It happened again. Not years later. Not under new management. Again.
A vehicle holding lot near Stellantis’ Detroit Assembly Complex–Jefferson was hit by a mass theft early Wednesday morning, with nearly a dozen brand-new vehicles driven straight out through a torn fence. This wasn’t a clever hack or a sophisticated cyber breach. It was brute force, predictability, and neglect colliding at 3 a.m. on Detroit’s east side.
Police say suspects breached the perimeter fence near Mack Avenue and Conner Street and simply helped themselves. Ram trucks. Jeep SUVs. Dodge Durangos. Fresh off the assembly line and gone before sunrise. One truck got stuck and was recovered. The rest disappeared into the night.
This lot is operated by a third-party logistics company. That detail matters, because this same location has been targeted repeatedly over the past year. Repeated hits mean repeated warnings. And repeated warnings ignored become responsibility.
The Detroit Assembly Complex itself is a hardened facility. Security is tight where it counts for production. But the moment vehicles leave the plant and sit in off-site storage, they are suddenly protected by little more than chain-link fencing and hope. That gap is not an accident. It’s a cost-saving choice.
For car enthusiasts, this is infuriating. These vehicles aren’t just inventory. They’re future customer cars. They’re special trims, hard-earned builds, trucks and SUVs people have waited months for. When criminals steal them, the consequences ripple outward. Insurance claims rise. Replacement timelines stretch. Dealers scramble. Buyers pay more. Enthusiasts lose trust.
And this keeps happening.
The suspects didn’t need tow trucks or flatbeds. They drove the vehicles out. That alone tells you how exposed this lot was. Video from the scene shows torn fencing and clear forced entry. No deterrence. No meaningful obstacle. Just an open invitation.
Stellantis has acknowledged the theft and pointed to the third-party operator. That may be technically accurate, but it doesn’t absolve the larger failure. If you build the vehicles, move the vehicles, and profit from the vehicles, security along that chain is your problem to solve.
This isn’t about blaming cars. The vehicles did nothing wrong. This is about criminals exploiting weak links and an industry that keeps tolerating those weak links until headlines force action.
The takeaway is unavoidable. If this lot keeps getting hit, security isn’t failing by chance. It’s failing by design. And after yet another mass theft, the industry is out of excuses.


Exercise prompt:
Go through the data below and transcribe it exactly. Omit the images.

Records:
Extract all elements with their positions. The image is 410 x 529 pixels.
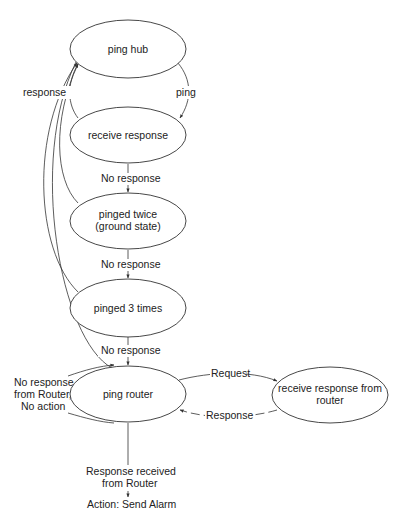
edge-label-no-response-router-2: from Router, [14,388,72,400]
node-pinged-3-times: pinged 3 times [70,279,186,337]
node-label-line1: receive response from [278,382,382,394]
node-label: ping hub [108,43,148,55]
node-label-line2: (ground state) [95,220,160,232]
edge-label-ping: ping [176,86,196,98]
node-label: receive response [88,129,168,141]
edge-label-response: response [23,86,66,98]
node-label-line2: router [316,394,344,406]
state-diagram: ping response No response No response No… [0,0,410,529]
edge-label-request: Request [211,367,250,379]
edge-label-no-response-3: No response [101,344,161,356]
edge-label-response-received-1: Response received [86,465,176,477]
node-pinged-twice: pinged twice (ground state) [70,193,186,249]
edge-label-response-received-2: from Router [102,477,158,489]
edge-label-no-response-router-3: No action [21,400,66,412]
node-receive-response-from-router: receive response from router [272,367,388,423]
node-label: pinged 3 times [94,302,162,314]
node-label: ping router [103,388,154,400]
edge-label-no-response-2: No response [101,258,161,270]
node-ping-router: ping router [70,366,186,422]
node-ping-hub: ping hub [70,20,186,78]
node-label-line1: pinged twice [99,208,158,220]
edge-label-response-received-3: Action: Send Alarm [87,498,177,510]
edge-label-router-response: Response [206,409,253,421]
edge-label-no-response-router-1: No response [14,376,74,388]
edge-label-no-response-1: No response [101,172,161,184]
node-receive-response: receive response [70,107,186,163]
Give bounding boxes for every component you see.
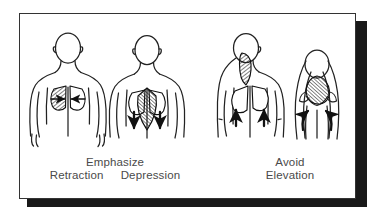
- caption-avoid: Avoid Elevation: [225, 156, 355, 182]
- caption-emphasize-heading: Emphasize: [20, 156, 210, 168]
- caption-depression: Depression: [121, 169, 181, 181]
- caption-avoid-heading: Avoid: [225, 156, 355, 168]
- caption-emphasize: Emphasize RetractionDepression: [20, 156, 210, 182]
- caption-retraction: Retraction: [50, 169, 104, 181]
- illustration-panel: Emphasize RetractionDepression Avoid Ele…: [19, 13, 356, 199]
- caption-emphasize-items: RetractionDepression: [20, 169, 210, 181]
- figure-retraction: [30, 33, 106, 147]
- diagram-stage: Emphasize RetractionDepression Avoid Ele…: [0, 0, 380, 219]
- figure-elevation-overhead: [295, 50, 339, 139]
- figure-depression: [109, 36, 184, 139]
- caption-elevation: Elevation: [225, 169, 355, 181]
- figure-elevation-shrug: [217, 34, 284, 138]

Task result:
Extract all elements with their positions. The image is 410 x 529 pixels.
edge-label-no-response-router-2: from Router, [14,388,72,400]
node-pinged-3-times: pinged 3 times [70,279,186,337]
node-label-line1: receive response from [278,382,382,394]
node-label: ping hub [108,43,148,55]
node-label-line2: (ground state) [95,220,160,232]
edge-label-ping: ping [176,86,196,98]
node-label: receive response [88,129,168,141]
edge-label-response: response [23,86,66,98]
node-label-line2: router [316,394,344,406]
state-diagram: ping response No response No response No… [0,0,410,529]
edge-label-request: Request [211,367,250,379]
edge-label-no-response-3: No response [101,344,161,356]
edge-label-response-received-1: Response received [86,465,176,477]
node-pinged-twice: pinged twice (ground state) [70,193,186,249]
edge-label-response-received-2: from Router [102,477,158,489]
edge-label-no-response-router-3: No action [21,400,66,412]
node-receive-response-from-router: receive response from router [272,367,388,423]
node-label: pinged 3 times [94,302,162,314]
node-label: ping router [103,388,154,400]
edge-label-no-response-2: No response [101,258,161,270]
node-ping-router: ping router [70,366,186,422]
node-ping-hub: ping hub [70,20,186,78]
node-label-line1: pinged twice [99,208,158,220]
edge-label-response-received-3: Action: Send Alarm [87,498,177,510]
edge-label-router-response: Response [206,409,253,421]
edge-label-no-response-router-1: No response [14,376,74,388]
edge-label-no-response-1: No response [101,172,161,184]
node-receive-response: receive response [70,107,186,163]
Give bounding boxes for every component you see.
- caption-avoid: Avoid Elevation: [225, 156, 355, 182]
- caption-emphasize-heading: Emphasize: [20, 156, 210, 168]
- caption-depression: Depression: [121, 169, 181, 181]
- caption-avoid-heading: Avoid: [225, 156, 355, 168]
- caption-emphasize: Emphasize RetractionDepression: [20, 156, 210, 182]
- caption-retraction: Retraction: [50, 169, 104, 181]
- illustration-panel: Emphasize RetractionDepression Avoid Ele…: [19, 13, 356, 199]
- caption-emphasize-items: RetractionDepression: [20, 169, 210, 181]
- figure-retraction: [30, 33, 106, 147]
- diagram-stage: Emphasize RetractionDepression Avoid Ele…: [0, 0, 380, 219]
- figure-elevation-overhead: [295, 50, 339, 139]
- figure-depression: [109, 36, 184, 139]
- caption-elevation: Elevation: [225, 169, 355, 181]
- figure-elevation-shrug: [217, 34, 284, 138]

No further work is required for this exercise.